One of the most common causes of depression, especially during seasons of illness, cloudiness and stress, is bitterness. Sometimes the wrongs people have done to us can become like a song playlist in our brains, set on endless repeat. Or it can become like a pile of boxes and other clutter that you can’t help but trip over as you go about your life. And it can become demoralizing.
Now, we are Americans, which means we are individualists, sometimes to our detriment. No wonder so many of us are depressed. Yet the Bible says that combatting bitterness and its attendant depression is a community project:
See to it that . . . that no “root of bitterness” springs up and causes trouble, and by it many become defiled . . . Hebrews 12:15 (ESV)
Note that that passage is not addressed to individuals, but to the whole church. We are all charged with ensuring that a “root of bitterness” does not grow like a weed in anyone, ourselves or others. That’s because if it does it will “defile many.” When the root “springs”, it pools and its caustic bile sloshes out onto others.
So how do we get help each other dig up bitterness by the root, so that it does not return? The phrase just before that one says “See to it that no one fails to obtain the grace of God.” In short: we must receive the grace of God, and then having obtained it, apply it to others. Church is a place that only admits sinners. Therefore, there is sin in every church, and for every sin there must be forgiveness, lest our souls become cluttered with the detritus1 of past hurts.
Is there someone you need to forgive? Do it yesterday. Is there someone you know whose heart is cluttered with offenses done to them, and their bitterness sloshes out onto others? If you see something, say something. Don’t let them fail to obtain the grace of God. For we are never more like God than when we forgive.
Detritus | de•tri•tus | da'tridas, 'detradas: Waste or debris of any kind.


All lines from the top of the records below through the line holding "Image is 868x396 pixels.", and only those, should be printed exactly, minus the pictures.

BEGIN Material provided

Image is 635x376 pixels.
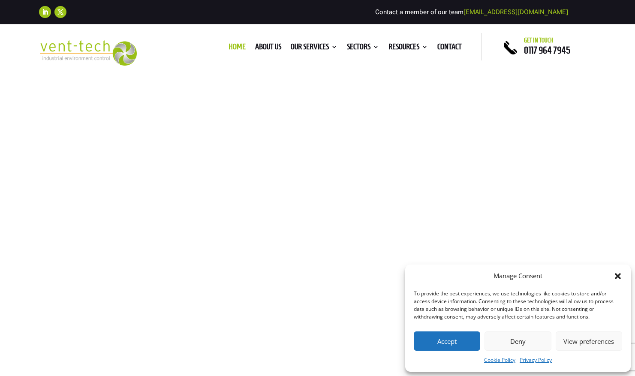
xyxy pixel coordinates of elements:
[524,45,570,55] a: 0117 964 7945
[484,355,515,365] a: Cookie Policy
[388,44,428,53] a: Resources
[613,272,622,280] div: Close dialog
[54,6,66,18] a: Follow on X
[414,331,480,351] button: Accept
[493,271,542,281] div: Manage Consent
[39,40,137,66] img: 2023-09-27T08_35_16.549ZVENT-TECH---Clear-background
[228,44,246,53] a: Home
[39,6,51,18] a: Follow on LinkedIn
[556,331,622,351] button: View preferences
[524,37,553,44] span: Get in touch
[291,44,337,53] a: Our Services
[375,8,568,16] span: Contact a member of our team
[347,44,379,53] a: Sectors
[414,290,621,321] div: To provide the best experiences, we use technologies like cookies to store and/or access device i...
[484,331,551,351] button: Deny
[255,44,281,53] a: About us
[463,8,568,16] a: [EMAIL_ADDRESS][DOMAIN_NAME]
[437,44,462,53] a: Contact
[520,355,552,365] a: Privacy Policy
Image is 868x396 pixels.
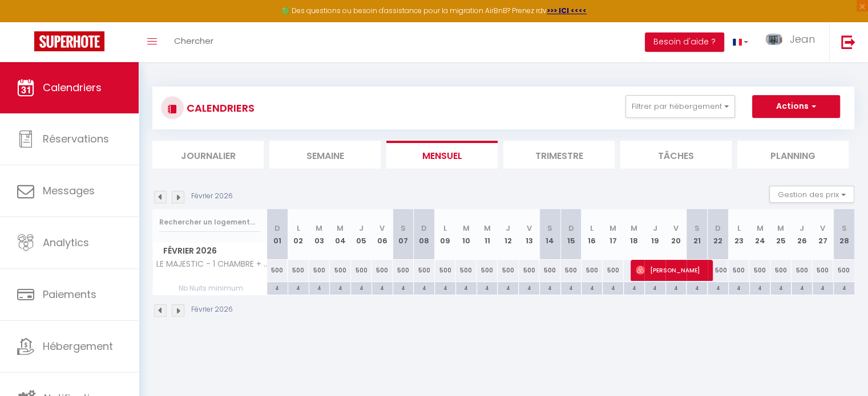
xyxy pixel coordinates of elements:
[42,236,89,250] span: Analytics
[561,209,581,260] th: 15
[527,223,531,233] abbr: V
[631,223,637,233] abbr: M
[820,223,825,233] abbr: V
[498,260,519,281] div: 500
[414,282,434,293] div: 4
[833,282,854,293] div: 4
[749,209,771,260] th: 24
[581,260,602,281] div: 500
[476,260,498,281] div: 500
[42,184,94,198] span: Messages
[421,223,427,233] abbr: D
[590,223,594,233] abbr: L
[777,223,784,233] abbr: M
[309,209,329,260] th: 03
[771,282,791,293] div: 4
[635,259,706,281] span: [PERSON_NAME]
[153,282,267,295] span: Nb Nuits minimum
[708,282,728,293] div: 4
[561,282,581,293] div: 4
[288,209,309,260] th: 02
[620,141,731,169] li: Tâches
[329,282,350,293] div: 4
[771,260,791,281] div: 500
[811,260,833,281] div: 500
[372,282,392,293] div: 4
[653,223,657,233] abbr: J
[729,282,749,293] div: 4
[386,141,498,169] li: Mensuel
[644,209,665,260] th: 19
[645,282,665,293] div: 4
[539,260,561,281] div: 500
[42,132,109,146] span: Réservations
[602,282,623,293] div: 4
[771,209,791,260] th: 25
[539,209,561,260] th: 14
[811,209,833,260] th: 27
[737,223,741,233] abbr: L
[309,260,329,281] div: 500
[435,260,456,281] div: 500
[351,209,372,260] th: 05
[165,22,222,62] a: Chercher
[296,223,300,233] abbr: L
[791,260,812,281] div: 500
[812,282,833,293] div: 4
[400,223,406,233] abbr: S
[191,304,233,315] p: Février 2026
[309,282,329,293] div: 4
[337,223,344,233] abbr: M
[791,209,812,260] th: 26
[728,260,749,281] div: 500
[392,209,414,260] th: 07
[155,260,269,269] span: LE MAJESTIC - 1 CHAMBRE + MEZZANINE - CHEMINEE - PARKING
[153,243,267,259] span: Février 2026
[35,31,105,51] img: Super Booking
[737,141,848,169] li: Planning
[602,260,623,281] div: 500
[686,282,707,293] div: 4
[371,209,392,260] th: 06
[800,223,804,233] abbr: J
[756,223,763,233] abbr: M
[267,282,288,293] div: 4
[329,260,351,281] div: 500
[267,260,288,281] div: 500
[393,282,414,293] div: 4
[42,339,113,354] span: Hébergement
[666,282,686,293] div: 4
[455,260,476,281] div: 500
[708,260,729,281] div: 500
[623,209,645,260] th: 18
[274,223,280,233] abbr: D
[506,223,510,233] abbr: J
[749,282,771,293] div: 4
[686,209,708,260] th: 21
[443,223,447,233] abbr: L
[379,223,384,233] abbr: V
[833,260,854,281] div: 500
[329,209,351,260] th: 04
[174,35,213,46] span: Chercher
[769,186,854,203] button: Gestion des prix
[351,282,371,293] div: 4
[462,223,469,233] abbr: M
[539,282,561,293] div: 4
[625,95,735,118] button: Filtrer par hébergement
[359,223,363,233] abbr: J
[498,282,518,293] div: 4
[42,288,97,302] span: Paiements
[435,209,456,260] th: 09
[184,95,255,121] h3: CALENDRIERS
[455,209,476,260] th: 10
[519,260,539,281] div: 500
[519,282,539,293] div: 4
[288,282,309,293] div: 4
[153,141,263,169] li: Journalier
[546,6,587,16] a: >>> ICI <<<<
[159,212,260,233] input: Rechercher un logement...
[840,223,846,233] abbr: S
[519,209,539,260] th: 13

END Material provided

▶ [Answer space]:
Image is 635x376 pixels.
xyxy pixel coordinates of elements:
[524,45,570,55] a: 0117 964 7945
[484,355,515,365] a: Cookie Policy
[388,44,428,53] a: Resources
[613,272,622,280] div: Close dialog
[54,6,66,18] a: Follow on X
[414,331,480,351] button: Accept
[493,271,542,281] div: Manage Consent
[39,40,137,66] img: 2023-09-27T08_35_16.549ZVENT-TECH---Clear-background
[228,44,246,53] a: Home
[39,6,51,18] a: Follow on LinkedIn
[556,331,622,351] button: View preferences
[524,37,553,44] span: Get in touch
[291,44,337,53] a: Our Services
[375,8,568,16] span: Contact a member of our team
[347,44,379,53] a: Sectors
[414,290,621,321] div: To provide the best experiences, we use technologies like cookies to store and/or access device i...
[484,331,551,351] button: Deny
[255,44,281,53] a: About us
[463,8,568,16] a: [EMAIL_ADDRESS][DOMAIN_NAME]
[437,44,462,53] a: Contact
[520,355,552,365] a: Privacy Policy
Image is 868x396 pixels.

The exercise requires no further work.